Proposal for Morphic performance-measurement enhancement (was: Re: Browser on slower machines)

Daniel Vainsencher danielv at netvision.net.il
Sun Jul 27 10:20:32 UTC 2003


One problem I've had with measuring and therefore improving Morphic
response times is that it is difficult to measure. Why? using the
start/browse MessageTally is imprecise and inconvinient. The fact that
it relies on the user to start it, evoke an operation, and end it, means
that 
A. It is clumsy, because it takes too much work.
B. It's resolution stinks.

Let me elaborate on B. If you're try to measure something on the order
of ten seconds, the 1 second it takes to initiate the action, and
another 1 second it takes to terminate the tally are reasonable. But UI
response are sometimes (depending on the precise action) very
unacceptable even in the .5 second range. When measuring something like
that, most of your MessageTally sample will be of yourself setting up
the measurement.

When timing non-UI stuff, we usually get to do two things differently.
1. Measurement is done only on the code we choose to profile.
2. If the code is too quick for the 16msec sampling, we simply repeat it
until it is long enough to measure precisely.

So what's the proposal? for someone with a bit of Morphic internals
knowledge -
1. Create a menu item "start MessageTally on click". The measurement
should handle just one event execution, and nothing more, so that
measurement is correctly delimited (this is I don't know how to do
myself).
2. Have another menu item that says "start event record for message
tally". This allows the user to perform a series of events that are
idempotent. For example, in a browser open on method #a, the users
chooses method #b, then choose method #a again. Then the user clicks on
"end record and MessageTally for N seconds". At which point Morphic
somehow repeats exactly the events the user performed, for enough time
that the performance differences are actually noticable.

I dont know if the event recorder is up to doing what I describe in 2.
But if we had those two enhancements, it would be much easier to profile
Morphic stuff precisely, therefore to improve it.

Daniel

Tim Rowledge <tim at sumeru.stanford.edu> wrote:
> "Eddie Cottongim" <cottonsqueak at earthlink.net> wrote:
> 
> > Hi,
> > 
> > I've been noticing that on my slower machine, the Browser is quite slow.
> Funnily enough I've been trying to get around to a message rather like
> this all week. Now that I have working event input for RiscOS I can't
> make mental excuses for the terrible lack of user feedback in most of
> the morphic programmer tools. Maybe all of you with multi-gigglehurtz
> desktop machines just don't see the effects but I feel sure that they
> should be apparent on pocketpc pdas and so on.
> 
> <rantette>
> For example, select a class with a goodly number of instance and/or
> class vars - such as Interpreter, which you won't be surprised to hear
> I do pretty often. I have to wait quite a while to get the class
> definition - 7 seconds just now. In the meantime there is NO feedback to
> let me know that I actually successfully clicked on Interpreter. This is
> just plain lousy UI coding. The list item ought to be coloured as soon
> as it is known to be selected and the cursor ought to be changed if
> there is any chance of the operation taking a noticable time (typically
> 1/5th second would count as noticable).
> 
> Similarly the buttons used in the browser should provide actually
> noticable visual feedback rather than a somewhat feeble faint
> recolouring.
> 
> And lastly as part of this minor rant, somebody with an affection for
> the profiler, please please spend some time working out how to speed up
> morphic stuff generally. The comparison with the performance of the MVC
> stuff is seriously embarrassing. Even TTF fonts go fast in MVC (excpet
> for the mess that the window backup bits make by losing the antialised
> quality).
> </rantette>
> 
> I'd have ago myself but I'm
> a) trying to get new VM packages out so you can have new VMs
> b) not so very coversant with the inner workings of morphic at the
> moment
> 
> 
> tim
> --
> Tim Rowledge, tim at sumeru.stanford.edu, http://sumeru.stanford.edu/tim
> Close your eyes and press escape three times.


__WHAT TO PRODUCE__: Where does "MRVP" appear in the data? Return each line that holds it.

__MATERIAL PROVIDED__:
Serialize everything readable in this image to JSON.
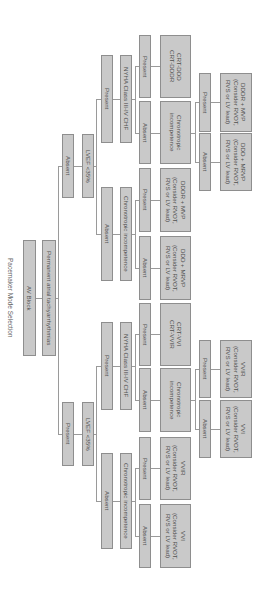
{
  "title": "Pacemaker Mode Selection",
  "root": {
    "label": "AV Block"
  },
  "level1": {
    "label": "Permanent atrial tachyarrhythmias"
  },
  "right_branch": {
    "answer": "Absent",
    "question": "LVEF <35%",
    "yes": {
      "answer": "Present",
      "question": "NYHA Class III-IV CHF",
      "yes": {
        "answer": "Present",
        "result": "CRT-DDD\nCRT-DDDR"
      },
      "no": {
        "answer": "Absent",
        "question": "Chronotropic\nincompetence",
        "yes": {
          "answer": "Present",
          "result": "DDDR + MVP\n(Consider RVOT,\nRVS or LV lead)"
        },
        "no": {
          "answer": "Absent",
          "result": "DDD + MRVP\n(Consider RVOT,\nRVS or LV lead)"
        }
      }
    },
    "no": {
      "answer": "Absent",
      "question": "Chronotropic incompetence",
      "yes": {
        "answer": "Present",
        "result": "DDDR + MVP\n(Consider RVOT,\nRVS or LV lead)"
      },
      "no": {
        "answer": "Absent",
        "result": "DDD + MRVP\n(Consider RVOT,\nRVS or LV lead)"
      }
    }
  },
  "left_branch": {
    "answer": "Present",
    "question": "LVEF <35%",
    "yes": {
      "answer": "Present",
      "question": "NYHA Class III-IV CHF",
      "yes": {
        "answer": "Present",
        "result": "CRT-VVI\nCRT-VVIR"
      },
      "no": {
        "answer": "Absent",
        "question": "Chronotropic\nincompetence",
        "yes": {
          "answer": "Present",
          "result": "VVIR\n(Consider RVOT,\nRVS or LV lead)"
        },
        "no": {
          "answer": "Absent",
          "result": "VVI\n(Consider RVOT,\nRVS or LV lead)"
        }
      }
    },
    "no": {
      "answer": "Absent",
      "question": "Chronotropic incompetence",
      "yes": {
        "answer": "Present",
        "result": "VVIR\n(Consider RVOT,\nRVS or LV lead)"
      },
      "no": {
        "answer": "Absent",
        "result": "VVI\n(Consider RVOT,\nRVS or LV lead)"
      }
    }
  },
  "colors": {
    "box_fill": "#c9c9c9",
    "box_border": "#8e8e8e",
    "text": "#4f4f4f",
    "line": "#9a9a9a"
  }
}
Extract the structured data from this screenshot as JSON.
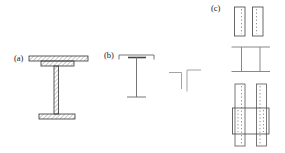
{
  "figure": {
    "labels": {
      "a": "(a)",
      "b": "(b)",
      "c": "(c)"
    },
    "sections": [
      {
        "id": "a",
        "label": "(a)",
        "shape": "riveted I-beam with top cover plate, hatched section"
      },
      {
        "id": "b",
        "label": "(b)",
        "shape": "T-section outline with two back-to-back angles"
      },
      {
        "id": "c",
        "label": "(c)",
        "shape": "built-up members: twin plates, channels toe-to-toe, battened twin channels with gusset plate"
      }
    ],
    "colors": {
      "background": "#ffffff",
      "outline_dark": "#333333",
      "hatch_line": "#777777",
      "medium_line": "#666666",
      "light_line": "#999999",
      "dashed_line": "#777777",
      "label_text": "#222222"
    }
  }
}
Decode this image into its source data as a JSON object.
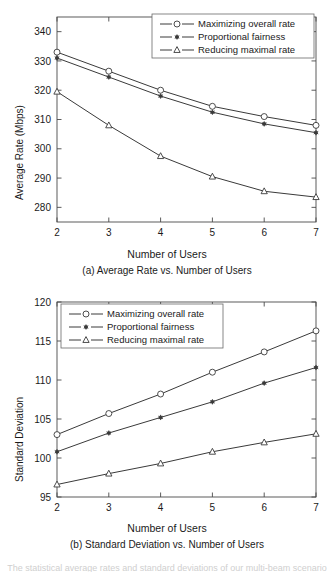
{
  "figure": {
    "background": "#ffffff",
    "ink_color": "#3a3a3a",
    "bottom_clipped_text": "The statistical average rates and standard deviations of our multi-beam scenario"
  },
  "chart_data": [
    {
      "id": "panel-a",
      "type": "line",
      "title": "",
      "caption": "(a) Average Rate vs. Number of Users",
      "xlabel": "Number of Users",
      "ylabel": "Average Rate (Mbps)",
      "x": [
        2,
        3,
        4,
        5,
        6,
        7
      ],
      "xticklabels": [
        "2",
        "3",
        "4",
        "5",
        "6",
        "7"
      ],
      "xlim": [
        2,
        7
      ],
      "ylim": [
        275,
        345
      ],
      "yticks": [
        280,
        290,
        300,
        310,
        320,
        330,
        340
      ],
      "yticklabels": [
        "280",
        "290",
        "300",
        "310",
        "320",
        "330",
        "340"
      ],
      "grid": false,
      "legend_position": "top-right",
      "series": [
        {
          "name": "Maximizing overall rate",
          "marker": "circle-open",
          "values": [
            333.0,
            326.5,
            320.0,
            314.5,
            311.0,
            308.0
          ]
        },
        {
          "name": "Proportional fairness",
          "marker": "asterisk-filled",
          "values": [
            331.0,
            324.5,
            318.0,
            312.5,
            308.5,
            305.5
          ]
        },
        {
          "name": "Reducing maximal rate",
          "marker": "triangle-open",
          "values": [
            319.5,
            308.0,
            297.5,
            290.5,
            285.5,
            283.5
          ]
        }
      ]
    },
    {
      "id": "panel-b",
      "type": "line",
      "title": "",
      "caption": "(b) Standard Deviation vs. Number of Users",
      "xlabel": "Number of Users",
      "ylabel": "Standard Deviation",
      "x": [
        2,
        3,
        4,
        5,
        6,
        7
      ],
      "xticklabels": [
        "2",
        "3",
        "4",
        "5",
        "6",
        "7"
      ],
      "xlim": [
        2,
        7
      ],
      "ylim": [
        95,
        120
      ],
      "yticks": [
        95,
        100,
        105,
        110,
        115,
        120
      ],
      "yticklabels": [
        "95",
        "100",
        "105",
        "110",
        "115",
        "120"
      ],
      "grid": false,
      "legend_position": "top-left",
      "series": [
        {
          "name": "Maximizing overall rate",
          "marker": "circle-open",
          "values": [
            103.0,
            105.7,
            108.2,
            111.0,
            113.6,
            116.3
          ]
        },
        {
          "name": "Proportional fairness",
          "marker": "asterisk-filled",
          "values": [
            100.8,
            103.2,
            105.2,
            107.2,
            109.6,
            111.6
          ]
        },
        {
          "name": "Reducing maximal rate",
          "marker": "triangle-open",
          "values": [
            96.6,
            98.0,
            99.3,
            100.8,
            102.0,
            103.1
          ]
        }
      ]
    }
  ]
}
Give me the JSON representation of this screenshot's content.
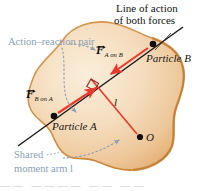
{
  "figure": {
    "title": "Line of action of both forces",
    "title_line1": "Line of action",
    "title_line2": "of both forces",
    "annotations": {
      "action_reaction": "Action–reaction pair",
      "shared_moment_line1": "Shared",
      "shared_moment_line2": "moment arm l",
      "shared_moment_full": "Shared moment arm l"
    },
    "labels": {
      "particle_a": "Particle A",
      "particle_b": "Particle B",
      "point_o": "O",
      "moment_arm": "l"
    },
    "forces": [
      {
        "name": "force-a-on-b",
        "symbol": "F",
        "subscript": "A on B",
        "direction": "down-left",
        "color": "#e8392c"
      },
      {
        "name": "force-b-on-a",
        "symbol": "F",
        "subscript": "B on A",
        "direction": "up-right",
        "color": "#e8392c"
      }
    ],
    "colors": {
      "body_fill_light": "#f6e4cc",
      "body_fill_mid": "#f0cfa4",
      "body_fill_dark": "#e8b679",
      "body_outline": "#cf8b3e",
      "force_red": "#e8392c",
      "line_of_action": "#1b1b1b",
      "annotation_blue": "#8a9fb4",
      "dot_black": "#101010"
    },
    "bottom_cut_text": "——  ————  —— ——"
  }
}
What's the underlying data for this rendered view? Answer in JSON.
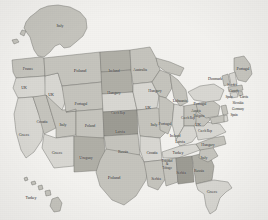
{
  "map": {
    "title": "United States state map with country labels",
    "projection": "albers-usa",
    "background_color": "#f3f2ef",
    "border_color": "#6f6f6b",
    "fill_light": "#d8d7d2",
    "fill_mid": "#c5c4bd",
    "fill_dark": "#b0afa7",
    "fill_darker": "#9d9c94",
    "label_color": "#2b2b2b"
  },
  "insets": [
    {
      "name": "alaska-inset",
      "label": "Italy"
    },
    {
      "name": "hawaii-inset",
      "label": "Turkey"
    }
  ],
  "states": [
    {
      "code": "AK",
      "name": "Alaska",
      "label": "Italy",
      "x": 60,
      "y": 25,
      "size": "sm",
      "shade": "fill_mid"
    },
    {
      "code": "HI",
      "name": "Hawaii",
      "label": "Turkey",
      "x": 31,
      "y": 197,
      "size": "sm",
      "shade": "fill_mid"
    },
    {
      "code": "WA",
      "name": "Washington",
      "label": "France",
      "x": 28,
      "y": 68,
      "size": "sm",
      "shade": "fill_mid"
    },
    {
      "code": "OR",
      "name": "Oregon",
      "label": "UK",
      "x": 24,
      "y": 87,
      "size": "sm",
      "shade": "fill_light"
    },
    {
      "code": "ID",
      "name": "Idaho",
      "label": "UK",
      "x": 51,
      "y": 94,
      "size": "sm",
      "shade": "fill_light"
    },
    {
      "code": "MT",
      "name": "Montana",
      "label": "Poland",
      "x": 80,
      "y": 70,
      "size": "md",
      "shade": "fill_mid"
    },
    {
      "code": "ND",
      "name": "North Dakota",
      "label": "Iceland",
      "x": 114,
      "y": 70,
      "size": "sm",
      "shade": "fill_dark"
    },
    {
      "code": "MN",
      "name": "Minnesota",
      "label": "Australia",
      "x": 140,
      "y": 69,
      "size": "sm",
      "shade": "fill_mid"
    },
    {
      "code": "SD",
      "name": "South Dakota",
      "label": "Hungary",
      "x": 114,
      "y": 92,
      "size": "sm",
      "shade": "fill_dark"
    },
    {
      "code": "WI",
      "name": "Wisconsin",
      "label": "Hungary",
      "x": 155,
      "y": 90,
      "size": "sm",
      "shade": "fill_mid"
    },
    {
      "code": "MI",
      "name": "Michigan",
      "label": "Lithuania",
      "x": 180,
      "y": 100,
      "size": "sm",
      "shade": "fill_mid"
    },
    {
      "code": "CA",
      "name": "California",
      "label": "Greece",
      "x": 24,
      "y": 134,
      "size": "sm",
      "shade": "fill_light"
    },
    {
      "code": "NV",
      "name": "Nevada",
      "label": "Croatia",
      "x": 42,
      "y": 121,
      "size": "sm",
      "shade": "fill_mid"
    },
    {
      "code": "UT",
      "name": "Utah",
      "label": "Italy",
      "x": 63,
      "y": 124,
      "size": "sm",
      "shade": "fill_mid"
    },
    {
      "code": "AZ",
      "name": "Arizona",
      "label": "Greece",
      "x": 57,
      "y": 152,
      "size": "sm",
      "shade": "fill_light"
    },
    {
      "code": "WY",
      "name": "Wyoming",
      "label": "Portugal",
      "x": 81,
      "y": 103,
      "size": "sm",
      "shade": "fill_mid"
    },
    {
      "code": "CO",
      "name": "Colorado",
      "label": "Poland",
      "x": 90,
      "y": 125,
      "size": "sm",
      "shade": "fill_mid"
    },
    {
      "code": "NM",
      "name": "New Mexico",
      "label": "Uruguay",
      "x": 86,
      "y": 157,
      "size": "sm",
      "shade": "fill_dark"
    },
    {
      "code": "NE",
      "name": "Nebraska",
      "label": "Czech Rep",
      "x": 118,
      "y": 113,
      "size": "xs",
      "shade": "fill_light"
    },
    {
      "code": "KS",
      "name": "Kansas",
      "label": "Latvia",
      "x": 120,
      "y": 131,
      "size": "sm",
      "shade": "fill_darker"
    },
    {
      "code": "OK",
      "name": "Oklahoma",
      "label": "Russia",
      "x": 123,
      "y": 151,
      "size": "sm",
      "shade": "fill_mid"
    },
    {
      "code": "TX",
      "name": "Texas",
      "label": "Poland",
      "x": 114,
      "y": 177,
      "size": "md",
      "shade": "fill_mid"
    },
    {
      "code": "IA",
      "name": "Iowa",
      "label": "UK",
      "x": 148,
      "y": 107,
      "size": "sm",
      "shade": "fill_light"
    },
    {
      "code": "MO",
      "name": "Missouri",
      "label": "Italy",
      "x": 154,
      "y": 124,
      "size": "sm",
      "shade": "fill_mid"
    },
    {
      "code": "AR",
      "name": "Arkansas",
      "label": "Croatia",
      "x": 152,
      "y": 152,
      "size": "sm",
      "shade": "fill_light"
    },
    {
      "code": "LA",
      "name": "Louisiana",
      "label": "Serbia",
      "x": 156,
      "y": 178,
      "size": "sm",
      "shade": "fill_mid"
    },
    {
      "code": "IL",
      "name": "Illinois",
      "label": "Portugal",
      "x": 165,
      "y": 123,
      "size": "sm",
      "shade": "fill_mid"
    },
    {
      "code": "IN",
      "name": "Indiana",
      "label": "Ireland",
      "x": 175,
      "y": 135,
      "size": "sm",
      "shade": "fill_light"
    },
    {
      "code": "OH",
      "name": "Ohio",
      "label": "Czech Rep",
      "x": 188,
      "y": 118,
      "size": "xs",
      "shade": "fill_mid"
    },
    {
      "code": "KY",
      "name": "Kentucky",
      "label": "Latvia",
      "x": 180,
      "y": 141,
      "size": "sm",
      "shade": "fill_light"
    },
    {
      "code": "TN",
      "name": "Tennessee",
      "label": "Turkey",
      "x": 178,
      "y": 152,
      "size": "sm",
      "shade": "fill_light"
    },
    {
      "code": "MS",
      "name": "Mississippi",
      "label": "Trinidad & Tobago",
      "x": 167,
      "y": 165,
      "size": "xs",
      "shade": "fill_mid",
      "multiline": true
    },
    {
      "code": "AL",
      "name": "Alabama",
      "label": "Serbia",
      "x": 181,
      "y": 172,
      "size": "sm",
      "shade": "fill_darker"
    },
    {
      "code": "GA",
      "name": "Georgia",
      "label": "Russia",
      "x": 199,
      "y": 170,
      "size": "sm",
      "shade": "fill_dark"
    },
    {
      "code": "FL",
      "name": "Florida",
      "label": "Greece",
      "x": 212,
      "y": 191,
      "size": "sm",
      "shade": "fill_light"
    },
    {
      "code": "SC",
      "name": "South Carolina",
      "label": "Italy",
      "x": 204,
      "y": 157,
      "size": "sm",
      "shade": "fill_mid"
    },
    {
      "code": "NC",
      "name": "North Carolina",
      "label": "Hungary",
      "x": 208,
      "y": 144,
      "size": "sm",
      "shade": "fill_mid"
    },
    {
      "code": "VA",
      "name": "Virginia",
      "label": "Czech Rep",
      "x": 205,
      "y": 131,
      "size": "xs",
      "shade": "fill_light"
    },
    {
      "code": "WV",
      "name": "West Virginia",
      "label": "UK",
      "x": 198,
      "y": 124,
      "size": "sm",
      "shade": "fill_mid"
    },
    {
      "code": "PA",
      "name": "Pennsylvania",
      "label": "Bulgaria",
      "x": 199,
      "y": 116,
      "size": "xs",
      "shade": "fill_mid"
    },
    {
      "code": "NY",
      "name": "New York",
      "label": "Portugal",
      "x": 200,
      "y": 103,
      "size": "sm",
      "shade": "fill_light"
    },
    {
      "code": "ME",
      "name": "Maine",
      "label": "Portugal",
      "x": 243,
      "y": 68,
      "size": "sm",
      "shade": "fill_mid"
    },
    {
      "code": "VT",
      "name": "Vermont",
      "label": "Denmark",
      "x": 215,
      "y": 78,
      "size": "sm",
      "shade": "fill_mid"
    },
    {
      "code": "NH",
      "name": "New Hampshire",
      "label": "Sweden",
      "x": 232,
      "y": 85,
      "size": "xs",
      "shade": "fill_light"
    },
    {
      "code": "MA",
      "name": "Massachusetts",
      "label": "Canada",
      "x": 234,
      "y": 91,
      "size": "xs",
      "shade": "fill_mid"
    },
    {
      "code": "RI",
      "name": "Rhode Island",
      "label": "Spain",
      "x": 229,
      "y": 97,
      "size": "xs",
      "shade": "fill_mid"
    },
    {
      "code": "CT",
      "name": "Connecticut",
      "label": "Latvia",
      "x": 244,
      "y": 97,
      "size": "xs",
      "shade": "fill_light"
    },
    {
      "code": "NJ",
      "name": "New Jersey",
      "label": "Slovakia",
      "x": 238,
      "y": 103,
      "size": "xs",
      "shade": "fill_mid"
    },
    {
      "code": "DE",
      "name": "Delaware",
      "label": "Germany",
      "x": 238,
      "y": 109,
      "size": "xs",
      "shade": "fill_light"
    },
    {
      "code": "MD",
      "name": "Maryland",
      "label": "Spain",
      "x": 234,
      "y": 115,
      "size": "xs",
      "shade": "fill_mid"
    },
    {
      "code": "AUS",
      "name": "Austria-region",
      "label": "Austria",
      "x": 196,
      "y": 111,
      "size": "xs",
      "shade": "fill_mid"
    }
  ]
}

__EXERCISE RESULT__:
          "result": "DDD + MRVP\n(Consider RVOT,\nRVS or LV lead)"
        "result": "DDD + MRVP\n(Consider RVOT,\nRVS or LV lead)"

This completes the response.